After all the drama over the proposal to provide second-trimester abortions at the Madison Surgery Center, it was good to see the University of Wisconsin Hospital Board vote to move forward by a healthy 11-3 margin. With Dr. Dennis Christensen's retirement last December, second-trimester abortion would be unavailable in Madison if the Surgery Center didn't pick up the slack.
What's more, the vote represents a brush-back to the anti-abortion culture warriors who staked out the clinic, with their usual gruesome signs.
The targeting of women seeking abortions has always struck me as particularly nasty. The well-organized intimidation campaigns by Pro-Life Wisconsin, Wisconsin Right to Life and the Wisconsin Family Council have already succeeded in subjecting Wisconsin women to onerous restrictions - including cutting off public funding, a 24-hour waiting period, and mandatory reading of literature designed to discourage abortion. Good for UW Hospital for standing up.
Years ago we ran an essay in The Progressive by a woman who had a second-trimester abortion after she found out her much-wanted child would be born with fatal birth defects. The anguish of her story underscored how dreadful it is for people to aggressively insert themselves into these women's lives.
"The morning of the 'procedure,' as I sat drinking coffee trying to steel myself for the day's ordeal, a radio news story grabbed my attention," Natalie Pearson wrote in the July 1992 issue of the magazine. "A coalition of 50 Iowa ministers had declared their opposition to abortion, the public-radio reporter noted, on the grounds that it was 'not consistent with Christian teachings.' I had to stop myself from throwing the radio across the room."
Pearson, who was five months pregnant when she got the bad news about the daughter she had been planning to have in the summer, spent early spring putting away the name books and baby clothes, and trying to get over a loss that few people talk about.
"I found little consolation anywhere. The problem-pregnancy books at the library didn't even discuss our situation. They all talked favorably of amniocentesis, ultrasound and other diagnostic tests, yet...never mentioned the special pain of 'choosing' to end a doomed pregnancy."
Like Pearson, most women who get second-trimester abortions are either confronting devastating medical news, or they are in such turmoil over their pregnancies that they have put off making their decision. Waiting that long is relatively rare. (Nine out of 10 abortions take place in the first trimester).
The silence and shame around abortion only make a bad situation worse for these women.
Yet here is Dr. Karla Dickmeyer, an obstetrician-gynecologist at Meriter Hospital, explaining why she opposes the Surgery Center proposal.
"It's illogical that if something is life-threatening, you're going to schedule it as an outpatient," she said, objecting to the argument that second-trimester abortions are performed in dire situations. "A clinic would make it too easy."
Too easy?
It seems to me that making life easier for women confronting a second-trimester abortion is a good idea.
Let's hear it for a social movement that aims to lessen, not increase, anguish and hardship!
Good health care, easy access to contraception, plenty of information about our bodies, and a generally supportive and respectful environment for girls and women are what I want for my daughters.
One thing I love about Madison is just that kind of nurturing environment. From our midwife to our family doctor to our childcare professionals and teachers to the many family-friendly businesses around town, Madisonians make this a very healthy place for raising our little girls.
Judith Davidoff reported recently in The Capital Times that the Madison Surgery Center has "energized Wisconsin's anti-abortion base," drawing 800 activists to a recent protest and garnering support from at least five statewide groups, as well as the Alliance Defense Fund, a national pro-life organization.
But the broad, quiet support for women making their own reproductive choices is evident in the unanimous vote by the Surgery Center Board, as well as the majority opinion of the UW Hospital.
We can sidestep the occasional pack of shrieking protesters with their pictures of dismembered fetuses. As long as we know they don't run the place.
Ruth Conniff is the political editor of The Progressive.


Required work:
Sort through the entries below and pull out lines containing the word "title".

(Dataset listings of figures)
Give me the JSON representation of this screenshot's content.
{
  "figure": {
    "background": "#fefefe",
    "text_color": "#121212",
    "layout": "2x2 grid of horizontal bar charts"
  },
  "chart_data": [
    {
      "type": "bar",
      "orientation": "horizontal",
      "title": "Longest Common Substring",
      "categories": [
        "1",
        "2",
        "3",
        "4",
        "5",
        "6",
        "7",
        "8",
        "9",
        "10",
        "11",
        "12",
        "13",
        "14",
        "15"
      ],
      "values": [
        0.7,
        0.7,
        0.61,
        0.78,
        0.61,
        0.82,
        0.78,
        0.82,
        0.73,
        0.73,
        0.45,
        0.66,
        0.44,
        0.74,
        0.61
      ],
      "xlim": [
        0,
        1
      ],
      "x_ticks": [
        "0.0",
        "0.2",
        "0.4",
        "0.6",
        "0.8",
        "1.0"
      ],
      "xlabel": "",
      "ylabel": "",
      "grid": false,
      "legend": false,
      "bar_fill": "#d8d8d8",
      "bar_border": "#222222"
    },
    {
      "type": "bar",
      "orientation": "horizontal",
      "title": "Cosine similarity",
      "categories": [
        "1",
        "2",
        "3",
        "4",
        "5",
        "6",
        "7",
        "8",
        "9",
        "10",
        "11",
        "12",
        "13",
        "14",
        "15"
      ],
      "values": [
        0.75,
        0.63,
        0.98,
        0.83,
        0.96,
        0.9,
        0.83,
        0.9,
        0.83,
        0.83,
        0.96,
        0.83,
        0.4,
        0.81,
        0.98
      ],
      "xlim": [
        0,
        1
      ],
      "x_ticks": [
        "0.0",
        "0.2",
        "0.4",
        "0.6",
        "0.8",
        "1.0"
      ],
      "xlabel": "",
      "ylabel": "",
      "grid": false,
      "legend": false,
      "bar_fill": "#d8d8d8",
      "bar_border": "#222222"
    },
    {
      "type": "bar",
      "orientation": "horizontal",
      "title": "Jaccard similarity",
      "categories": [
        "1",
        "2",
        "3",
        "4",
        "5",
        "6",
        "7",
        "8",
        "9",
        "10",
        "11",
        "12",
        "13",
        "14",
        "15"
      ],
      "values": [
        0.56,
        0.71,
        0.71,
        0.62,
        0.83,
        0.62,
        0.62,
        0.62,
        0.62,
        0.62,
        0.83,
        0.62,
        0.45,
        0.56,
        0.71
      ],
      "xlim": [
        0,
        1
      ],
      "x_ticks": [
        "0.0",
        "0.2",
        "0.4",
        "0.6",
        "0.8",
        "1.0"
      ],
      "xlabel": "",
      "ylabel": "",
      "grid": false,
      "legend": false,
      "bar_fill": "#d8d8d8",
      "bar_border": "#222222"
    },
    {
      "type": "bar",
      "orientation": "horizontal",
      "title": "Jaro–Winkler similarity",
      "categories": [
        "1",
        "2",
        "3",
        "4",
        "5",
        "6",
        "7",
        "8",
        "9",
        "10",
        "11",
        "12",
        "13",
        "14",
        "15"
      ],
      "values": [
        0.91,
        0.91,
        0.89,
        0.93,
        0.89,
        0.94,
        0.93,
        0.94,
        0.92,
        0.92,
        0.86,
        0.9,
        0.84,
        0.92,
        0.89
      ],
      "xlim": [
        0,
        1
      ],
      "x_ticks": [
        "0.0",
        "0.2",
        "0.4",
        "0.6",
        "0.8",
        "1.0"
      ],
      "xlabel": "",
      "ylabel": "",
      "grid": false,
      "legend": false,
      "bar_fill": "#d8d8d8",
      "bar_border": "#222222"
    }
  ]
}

Result of the exercise:
      "title": "Longest Common Substring",
      "title": "Cosine similarity",
      "title": "Jaccard similarity",
      "title": "Jaro–Winkler similarity",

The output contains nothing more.